The road was climbing again, and they left the level farmlands behind them. As Ericson had said, the poor paving of the early miles had disappeared and they were making good time on smooth concrete.
“Rein is over the mountain,” remarked Ericson as the roadster started the steady pull.
“And here,” he said a moment later, “is where we stop for passport inspection. Now remember you're a dumb youngster I picked up in the mountains.”
They slowed down before a whitewashed stone hut in the curve of the road. At the sound of their engine a blac
k-uniformed soldier stepped smartly out; to his horror Michael Karl recognized the uniform as that of his own regiment. What if the fellow had seen a picture of him?
He slipped down in the seat as far as he could and was thankful that Ericson was between him and the inspector.
“Your passport, yes?” The soldier smiled pleasantly and held out his hand for the bundle of papers.
“And this is your chauffeur?” he tried to get a better look at Michael Karl, but almost by chance the American leaned forward at the same time so all he could see was one dark green coat sleeve.
He ruffled the papers together again and handed them back. “You had better keep them at hand, sir, there are patrols out between here and the city.”
“What's happened?” asked the American.
The soldier frowned. “It is not permitted to ask,” he replied shortly and waved them on.
“Then they haven't told what happened to the Crown Prince,” Michael Karl was excited.
“They don't dare. If anything happens to this candidate for the throne, the Council will be left holding the bag and the Communists will make hay. They're making a still hunt for the Prince hoping to get by without the people learning what's the matter,” explained the American.
Then he had a better chance then ever, thought Michael Karl.
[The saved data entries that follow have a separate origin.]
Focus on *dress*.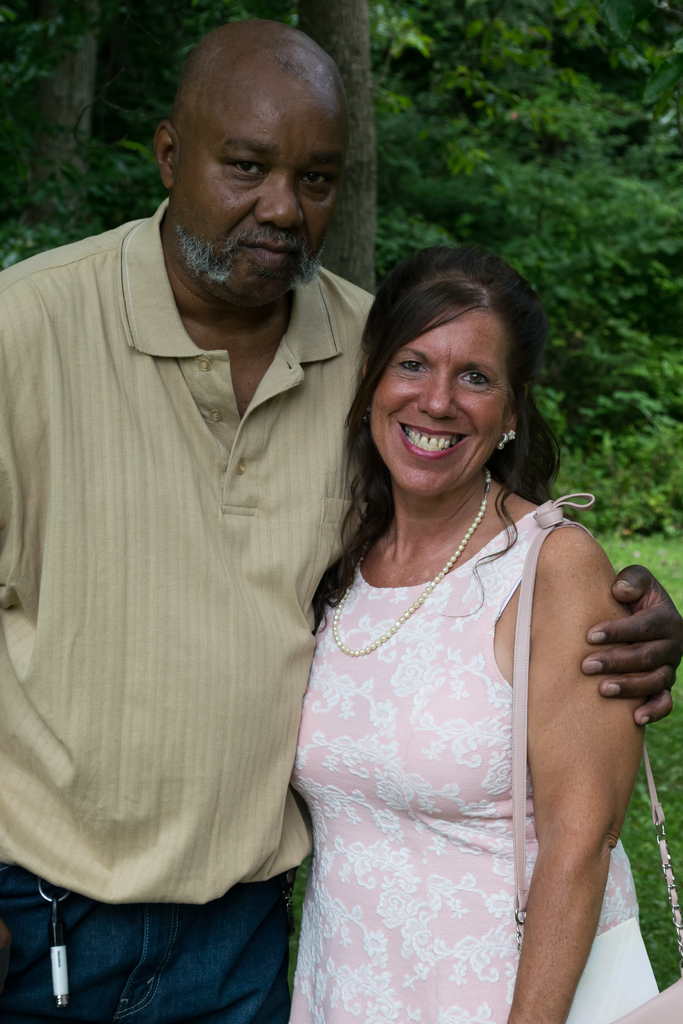
Focused at pyautogui.locateOnScreen(281, 488, 640, 1023).
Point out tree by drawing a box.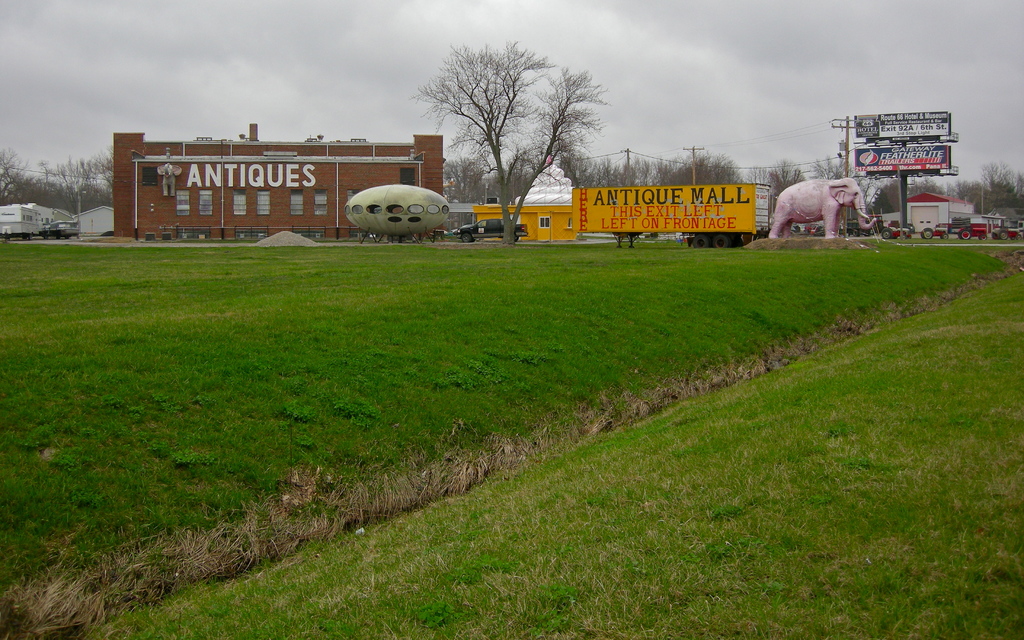
[left=404, top=51, right=647, bottom=234].
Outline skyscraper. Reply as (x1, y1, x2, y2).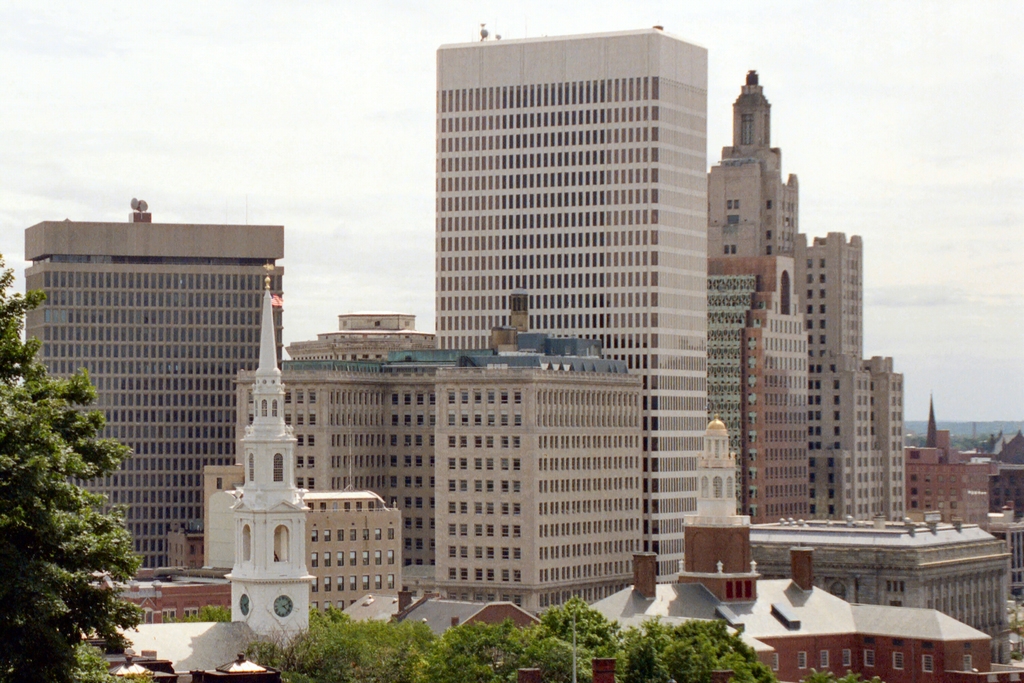
(20, 218, 296, 587).
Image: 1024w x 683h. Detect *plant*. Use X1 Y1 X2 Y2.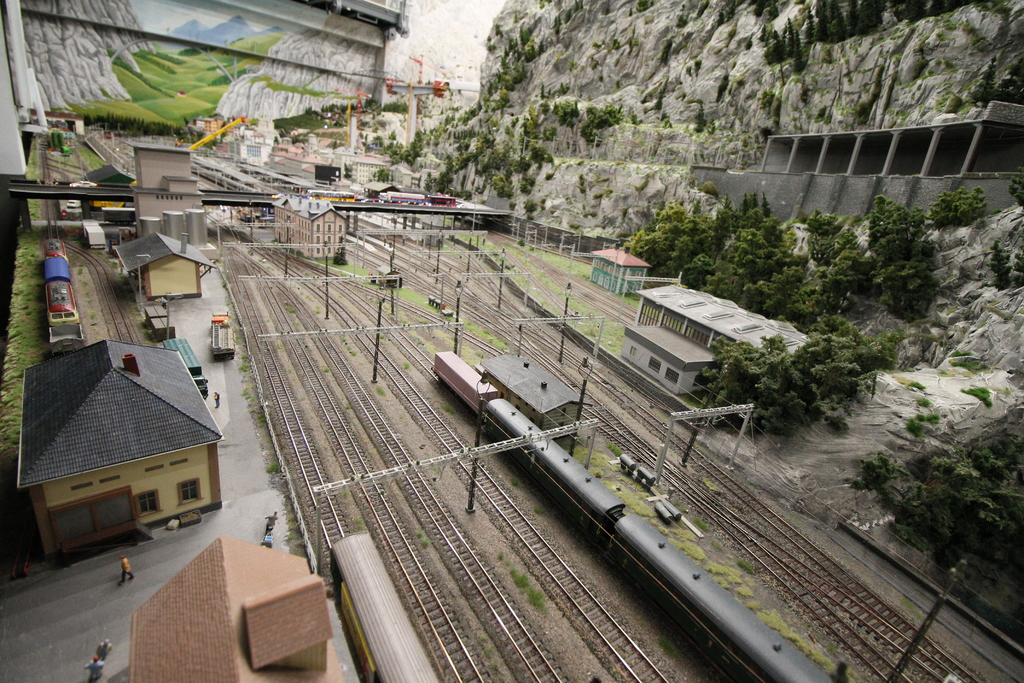
124 285 132 293.
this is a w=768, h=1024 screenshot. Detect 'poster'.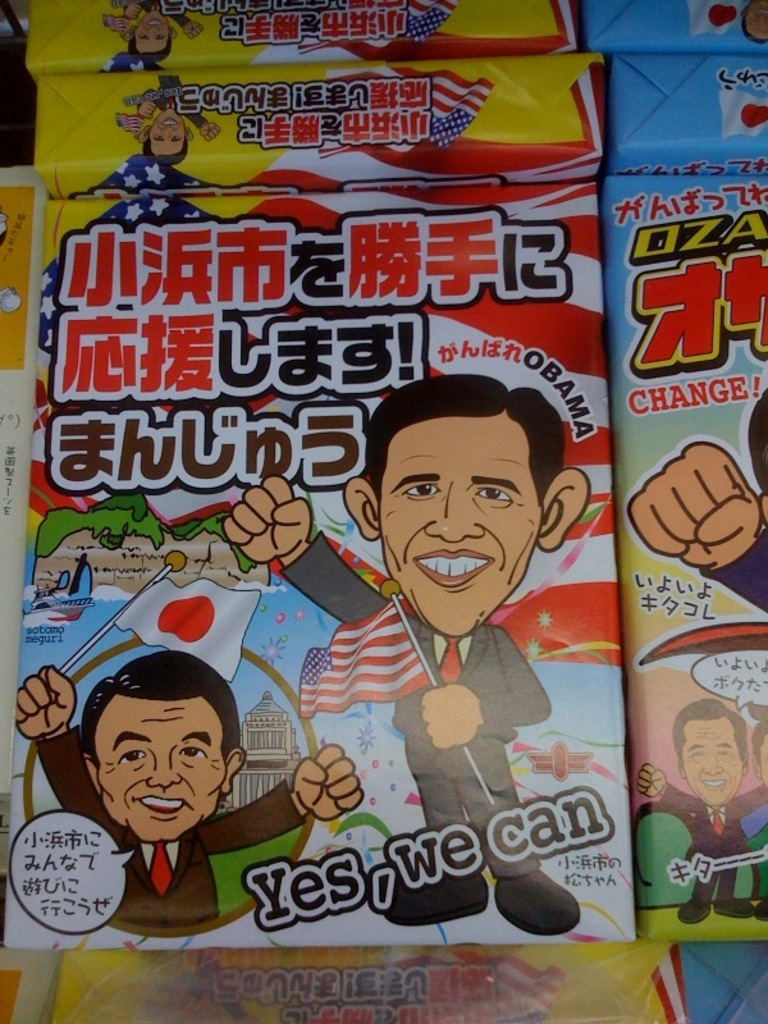
{"left": 1, "top": 943, "right": 677, "bottom": 1023}.
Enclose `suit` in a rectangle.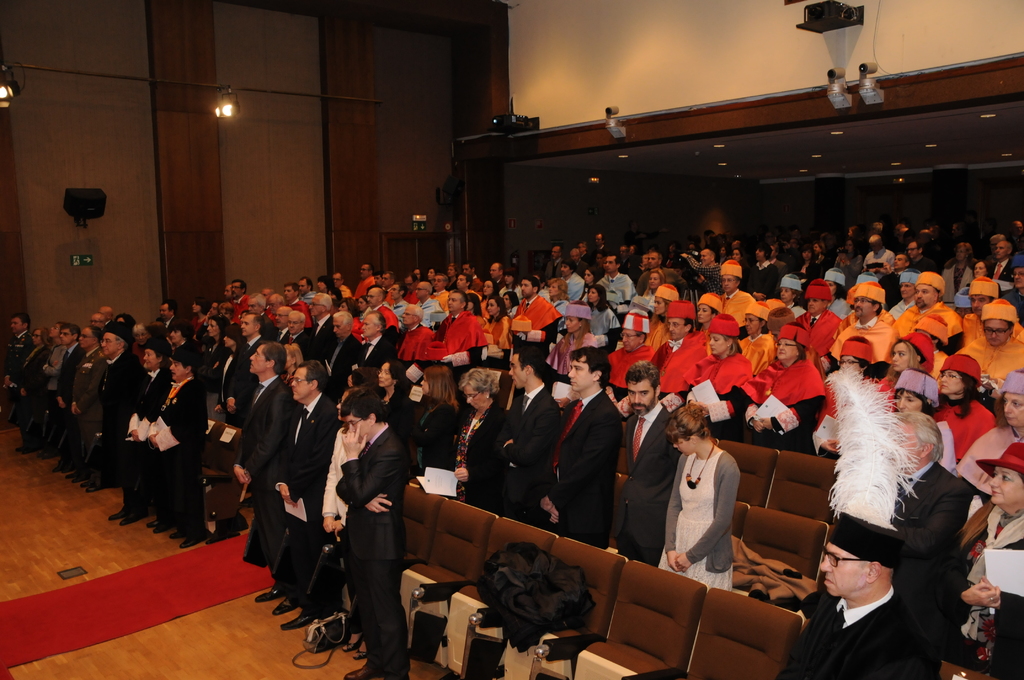
(1,328,29,408).
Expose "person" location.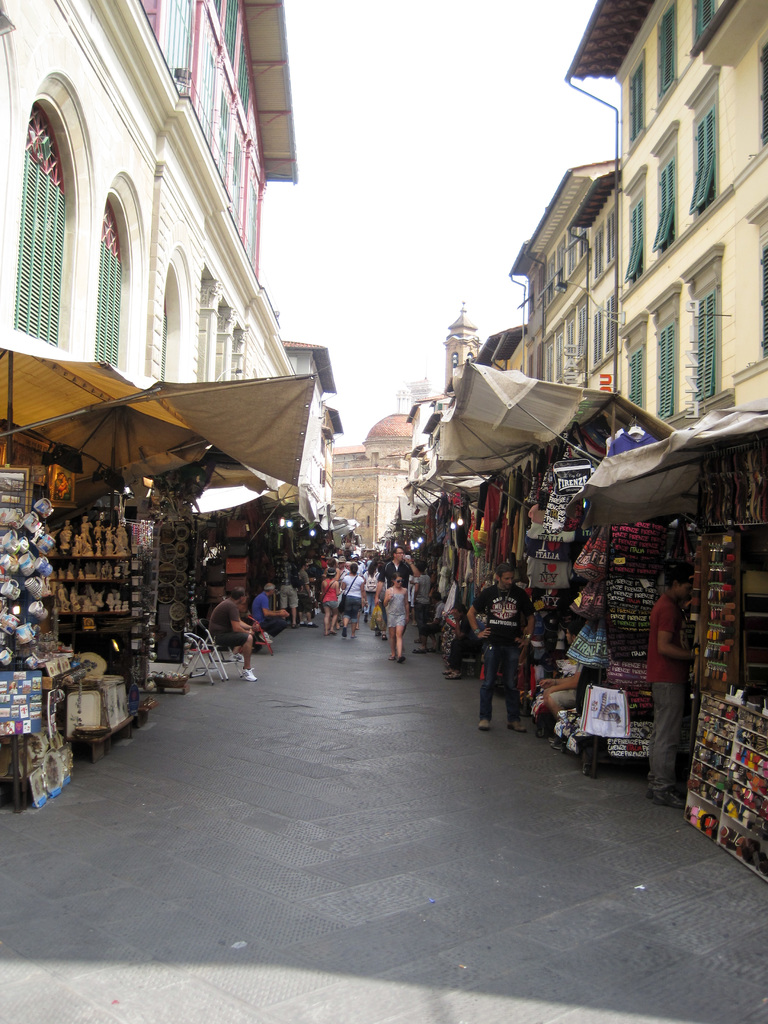
Exposed at rect(294, 563, 317, 624).
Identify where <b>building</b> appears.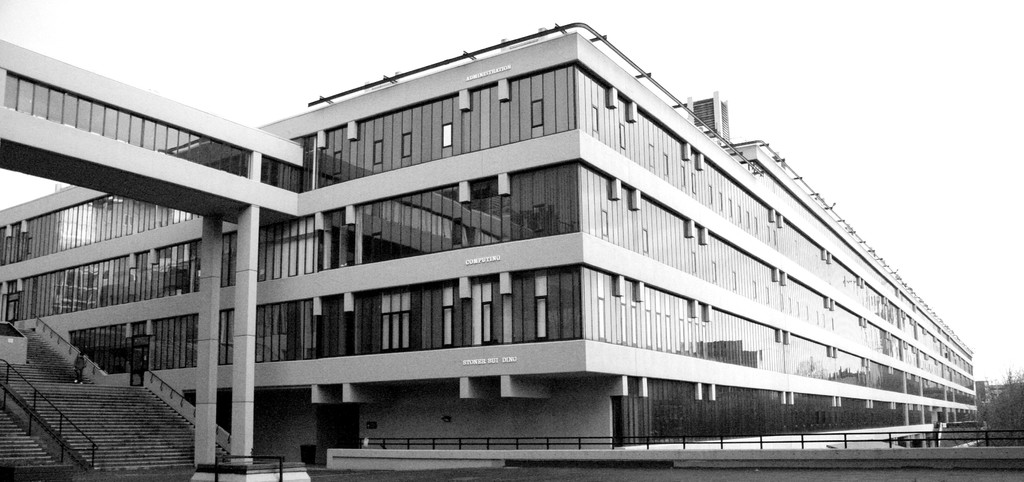
Appears at bbox(1, 17, 980, 470).
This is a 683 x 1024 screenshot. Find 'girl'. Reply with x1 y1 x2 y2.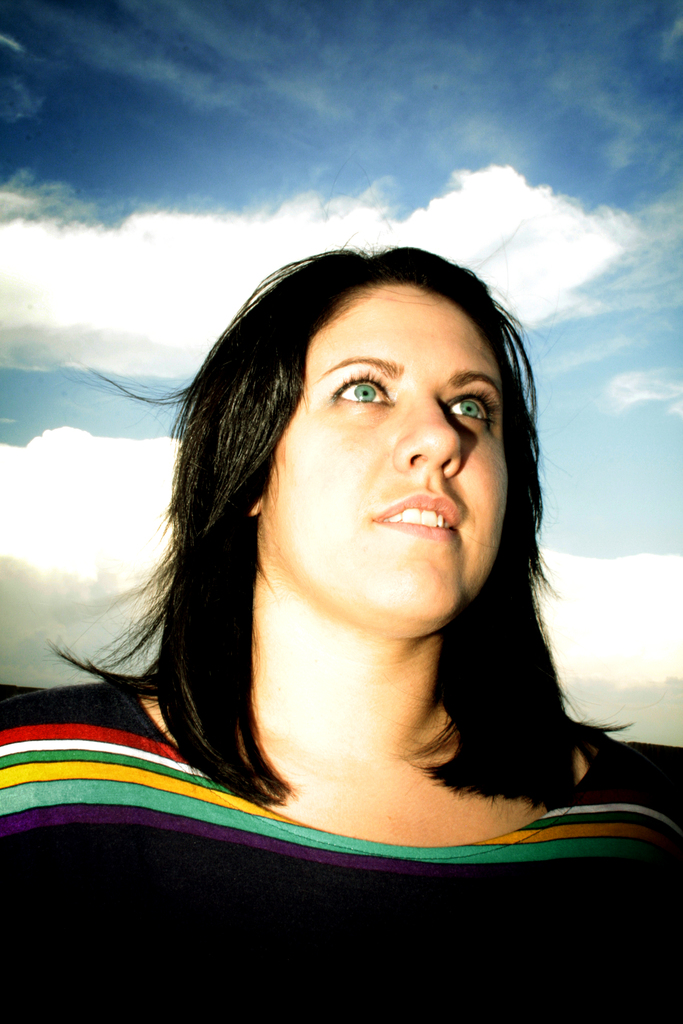
0 227 682 1023.
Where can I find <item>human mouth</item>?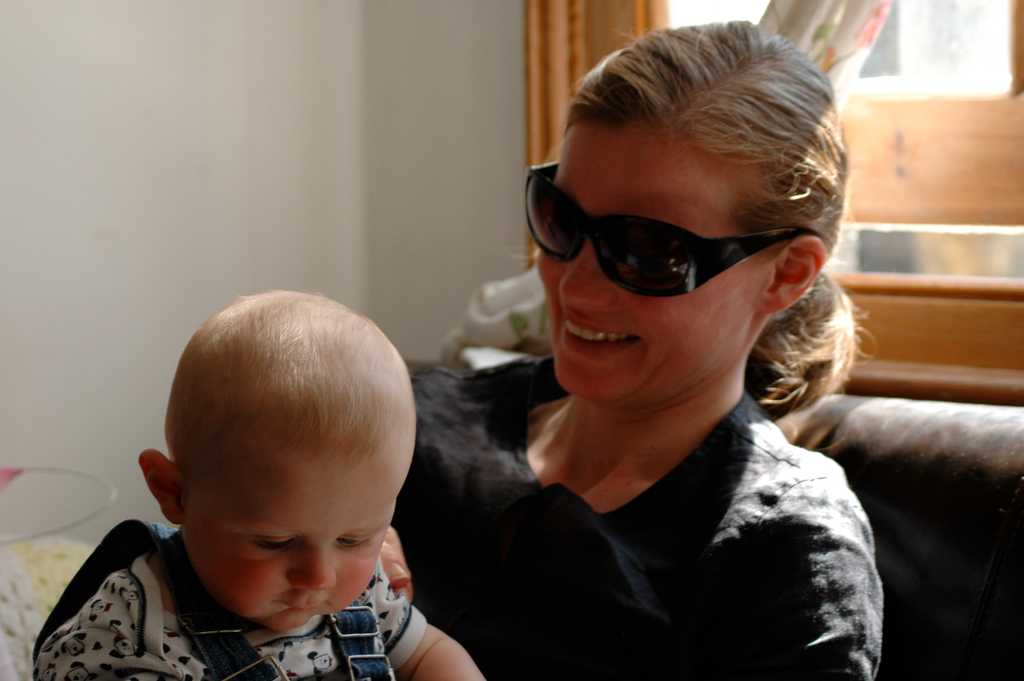
You can find it at [x1=556, y1=311, x2=643, y2=361].
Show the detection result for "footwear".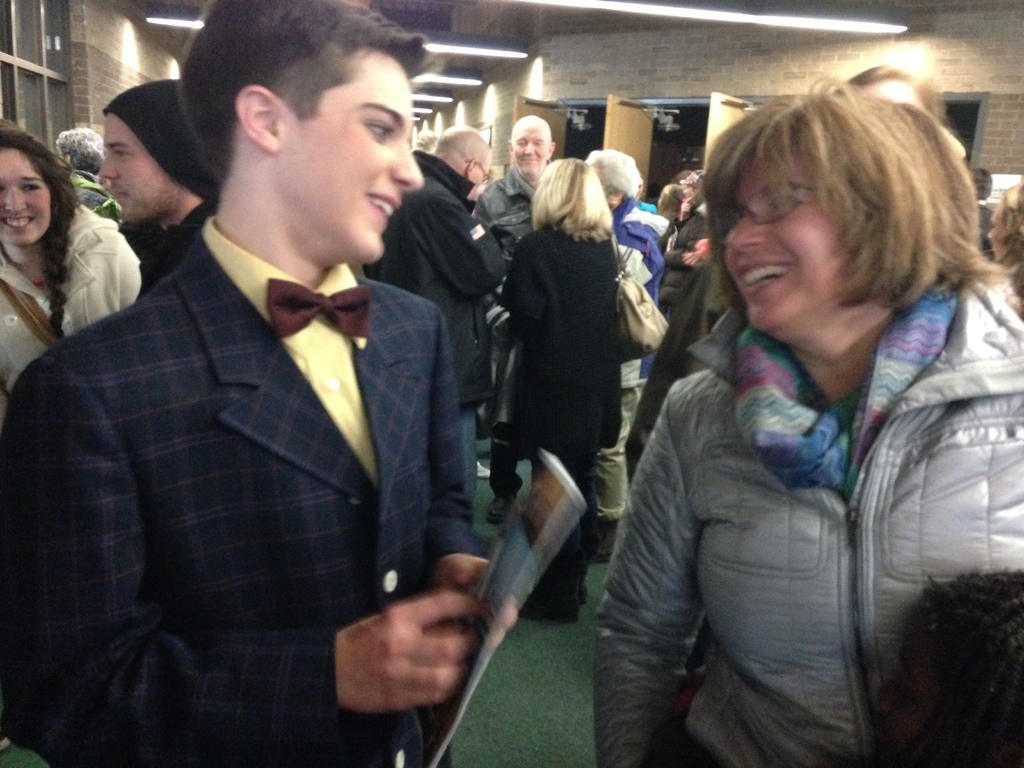
521/564/577/623.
They didn't dare hunt for him openly. He wished though that they would catch the Werewolf. Usually he didn't wish anybody bad luck, but he had no brotherly feeling for the Werewolf after that meeting in the hall.
Ericson slowed down and finally came to a stop at a cleared place in the forest.
“Look down,” he commanded.
Far below a river twisted about the base of a tall rock-like hill and reflected a thousand times the spires and towers of a gray city built upon the rock's crown these hundreds of years. Above the city itself was the Fortress Castle of the kings, and even as they watched a colored standard was raised to crack in the high wind from the peak of a tower.